Regression: malware reminder on every read still causes subagent refusals

Bug and malware-prompt regression

  • Core issue: a system prompt in Claude’s managed agents / Claude Code says “whenever you read a file … you MUST refuse to improve or augment the code,” with no conditional “if it’s malware.”
  • Result: agents often refuse to modify any code after reading it, even when users clarify it isn’t malware.
  • Some users report they can override it by explicitly stating the code is not malware; others still see refusals.
  • The malware-analysis-on-every-file behavior is seen as wasteful, context-bloating, and poorly thought through.

Token usage, context bloat, and cost

  • Several commenters report large, unexplained token use: heavy hidden prompts, repeated malware checks, and verbose “thoughts.”
  • Some find managed harnesses double the context usage vs lighter custom harnesses (e.g., 30–40k vs ~15k tokens just to say “hi”).
  • People worry about “revenue-positive bugs” where misbehavior increases token consumption at user expense.
  • Others note that subscription plans can be dramatically cheaper than raw API use, pressuring users into first‑party harnesses.

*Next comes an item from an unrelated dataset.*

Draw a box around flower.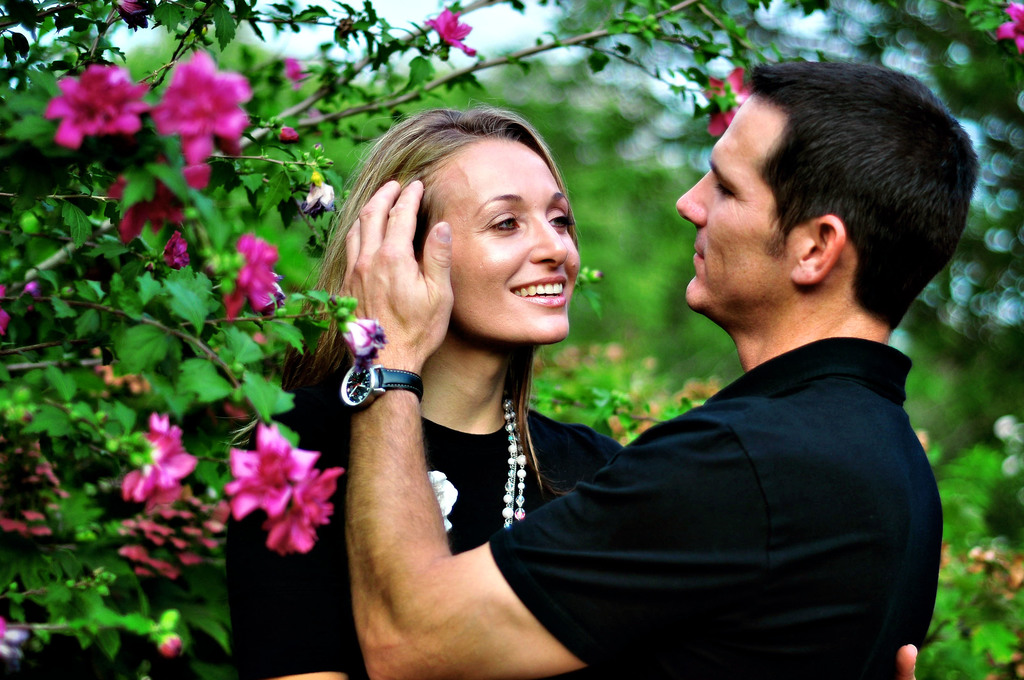
bbox(43, 67, 155, 150).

Harness control and alternatives

  • Frustration that managed agents don’t allow users to edit system prompts or harness logic, so they’re stuck with Anthropic’s guardrails and bugs.
  • Multiple commenters prefer running their own harnesses (OpenCode, Pi, custom tools) with API keys or alternative models (OpenAI Codex, DeepSeek, Qwen).
  • Subscription-based access often cannot be used with third‑party harnesses, limiting flexibility.

Safety vs user autonomy

  • Debate over whether LLMs should strictly refuse anything possibly related to malware vs. acting as neutral tools.
  • Some argue providers should allow powerful tools but handle abuse via detection/reporting, not intrusive guardrails.
  • Others point out that trying to automate such guardrails can produce exactly this kind of overreach and regressions.

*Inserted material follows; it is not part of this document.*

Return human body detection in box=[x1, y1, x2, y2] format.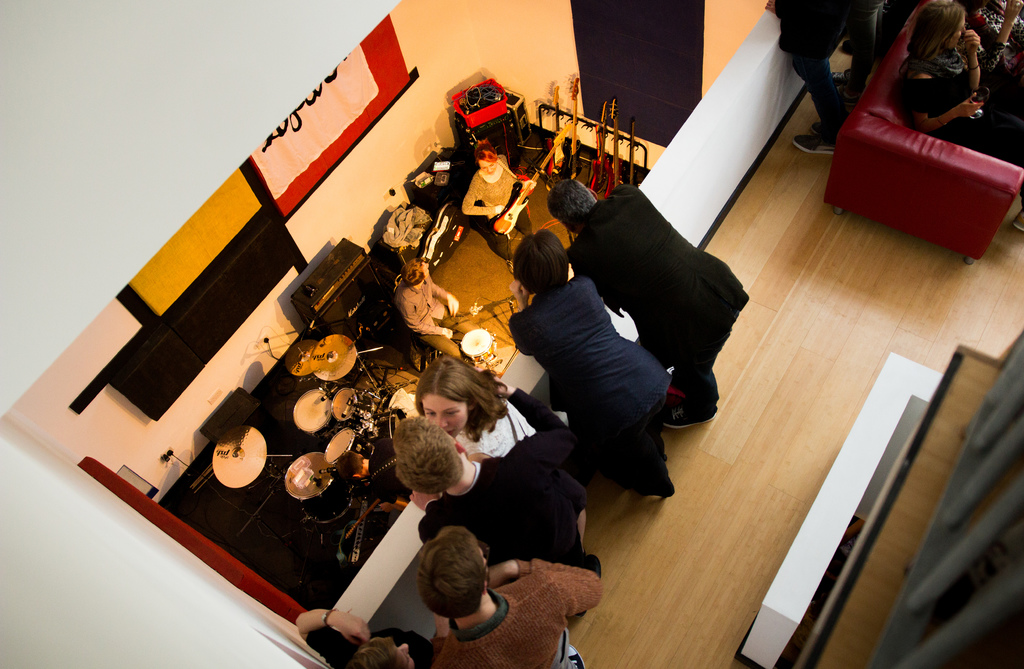
box=[772, 0, 913, 160].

Perceptions of Anthropic’s engineering and product culture

  • Many see repeated regressions, opaque prompts, and “vibe-coded” changes as signs of weak testing and poor product discipline.
  • Some note Claude Code was ahead of the curve but appears to be degrading, with more bugs and inconsistent behavior.
  • A minority suggest these problems may be growth pains rather than pure incompetence, but dissatisfaction dominates the thread.